Absolutism in France was the work of Henry IV (reigned 1589–1610), Louis XIII (reigned 1610–1643) and his minister Cardinal Richelieu, and Louis XIV (reigned 1643–1715). With Europe’s largest population and immense wealth, France was potentially the mightiest country on the continent in 1600 and its natural leader, if only these national strengths could be unified and directed by a strong government. Creation of such a government around an absolute monarch was the aim of French rulers, but they confronted formidable problems, common to many early modern states, in achieving their goal.

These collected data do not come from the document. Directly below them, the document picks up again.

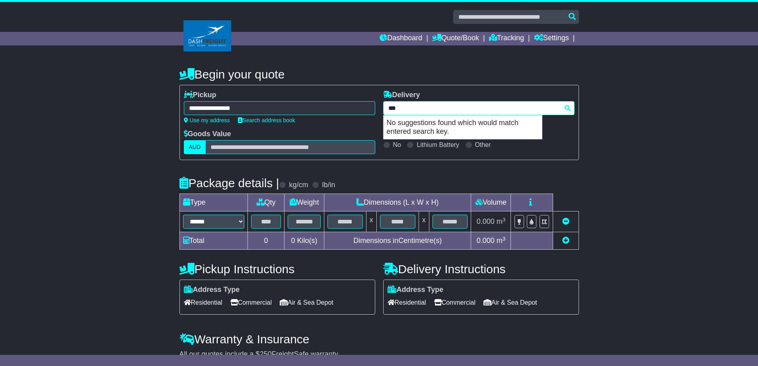  What do you see at coordinates (266, 354) in the screenshot?
I see `span: 250` at bounding box center [266, 354].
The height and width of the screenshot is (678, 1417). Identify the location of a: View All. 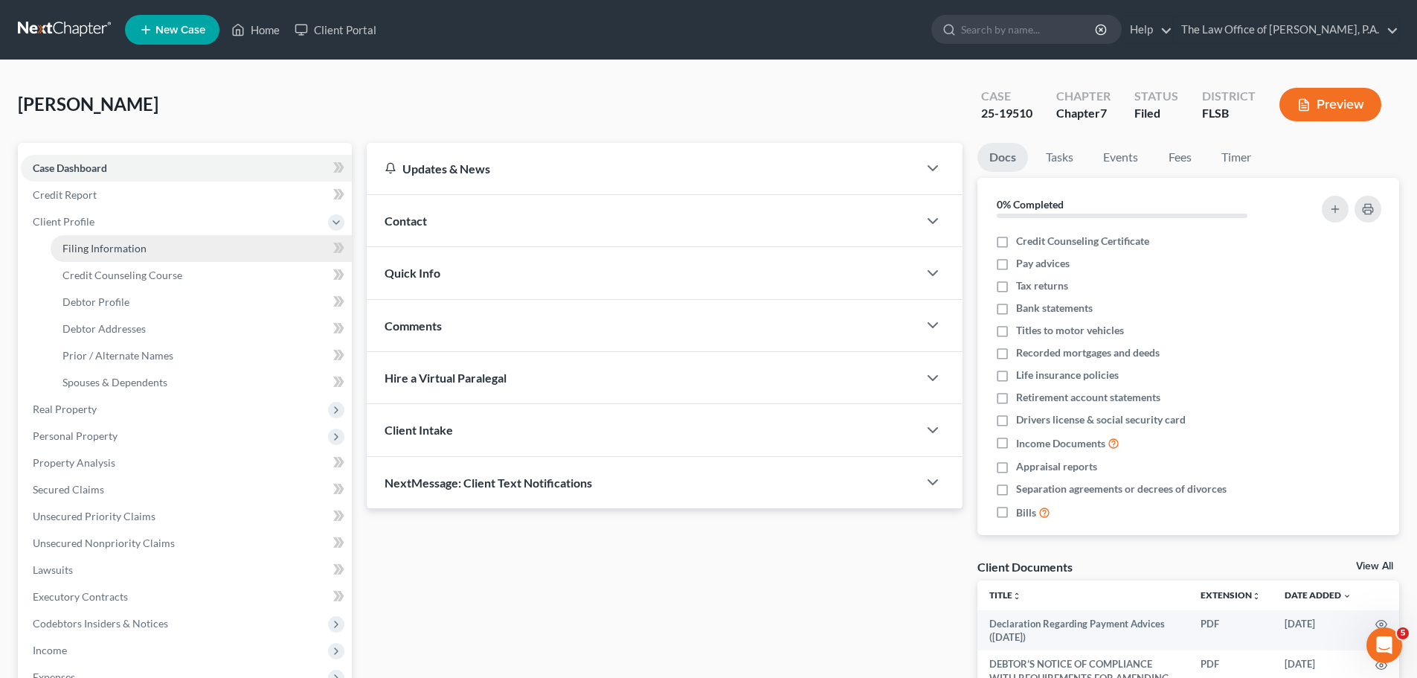
(1375, 566).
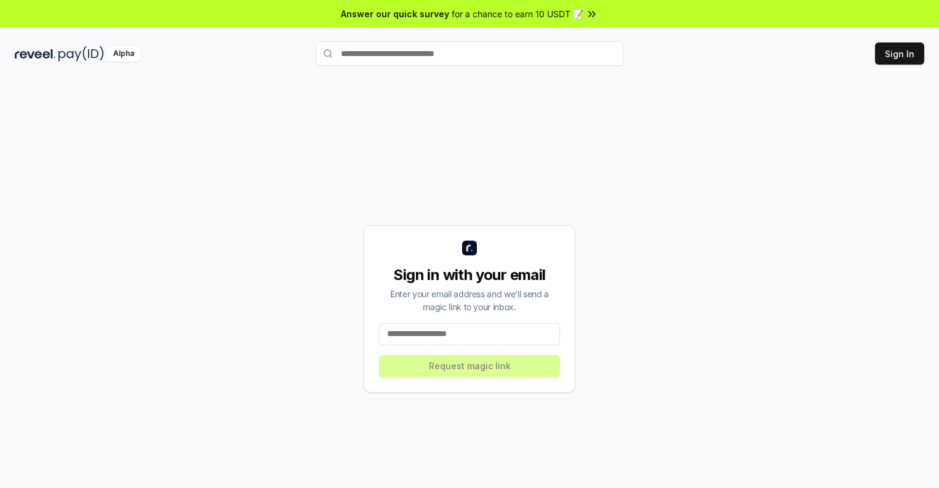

Nobles everywhere held considerable power, in part a legacy of the system of feudal monarchy. In France they possessed military power, which they used in the religious civil wars of the sixteenth century and in their revolt against growing royal power in the mid-seventeenth century. Nobles also exercised considerable political power through such representative bodies as the Estates‑General (the French national legislative assembly) and provincial assemblies, which gave form to their claims for a voice in government. Moreover, nobles served as the judges of the great law courts, which had to register all royal commands before they could take effect.
A second and major impediment to unifying a country under absolute royal authority was the presence of regional differences. The monarchy of France had been built province by province over several centuries, and the kingdom was not well integrated. Some provinces, like Brittany in the north, retained local assemblies (law-creating bodies) with which the monarch actually had to bargain for taxes. Many provinces had their own cultural heritage that separated them from the king’s government centered in Paris. These differences might be as simple as matters of local custom, but they could also be as complex as unique systems of civil law (trade, family, and other aspects of the law that do not involve violent crime). A particular problem was the persistence of local dialects, which made the French of royal officials a foreign and incomprehensible tongue in large portions of the kingdom.
To achieve greater royal power, Henry IV reestablished peace after the religious warfare of the late sixteenth century, and Cardinal Richelieu curbed the military power of the nobility. Later, with the creation of loyal provincial administrators and a system of political patronage that he directed, the cardinal also established firmer central control during the reign of Louis XIII.